Just A Thought – Listening to “The Leopard”

During the State of the City address on Tuesday, Mayor Thomas Small cited an obscure Italian author, and offered a quote; “For everything to stay the same, everything must change.”

When you realize that someone is referring to one of your favorite novels, a book that has been an intellectual treasure and a literary inspiration, pleased may not be a powerful enough word. Thrilled may also be an understatement. While I was sitting in the audience listening professionally, I found that suddenly I was really listening. Politics is process, but literature is life.

“For everything to stay the same, everything must change.” It’s a lesson I have followed several times in my life, and it’s a thought that Culver City needs to listen to closely.

I first read “The Leopard” by Guiseppe Thomasi di Lampedusa in 1983, after finding it in a closet, covered with dust. It is still a novel I love without any reservation, a technically perfect piece of literature. I recommend it to people often, particularly when they are concerned about politics and human nature. And the importance of dust.

Although the book opens with a priest consulting the stars, it comes into focus on the prince, who is growing concerned about the speedy approach of Garabaldi’s revolutionary army, and the slow but steady rise of the merchant class. He is concerned, yet also in denial, about the threat to his existence, but far more worried about the threat to his inheritance – what will happen now? What will happen next?

The social and political structure of Italy was held in place by the system of aristocracy, and the system of aristocracy was held in place by rigid traditions.
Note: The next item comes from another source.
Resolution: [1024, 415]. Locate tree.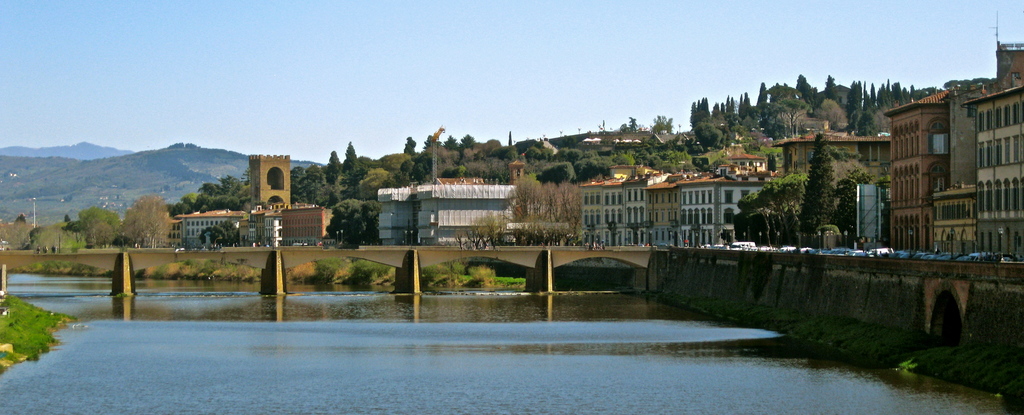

Change was not ever in the plans. Lampedusa himself was a prince, the last of line that ruled from Palermo on the island of Sicily. When the family’s historic palace was destroyed by Allied bombs in WWII, (although political power had long since moved away) he fell into a depression, and wrote the novel as a way to both honor his ancestors and make peace with the world.  The leopard on their coat-of-arms was seen as both noble and an animal, qualities that Sicilians, and other human beings, carry with consequence.

While some other parts of the country seem to be working in a fantastically backward direction, trying to return to some previous (mythical) moment when all was well, we find ourselves in a political moment where our traditions benefit by changing and social structures are being refreshed by being reformed.

Mayor Small’s enthusiasm for making sure that the middle class of Culver City not be displaced in the rising tide of tech wealth, and his endorsement of getting educated about our dangerously violent and racist past, speak to the fact that if the golden age is anywhere, it must be ahead of us. If we plan for it, and travel wisely, we could arrive.

The plot of The Leopard turns completely on one bit of information given to us at the very end, and reading closely, listening carefully, reveals a wildly different story from the one you thought was concluding. The final image is of a woman throwing away a relic from the past, only to see the far-flung dust form an image of a leopard in the air as it falls away.

The past will remain what it was. The future will be what we make it.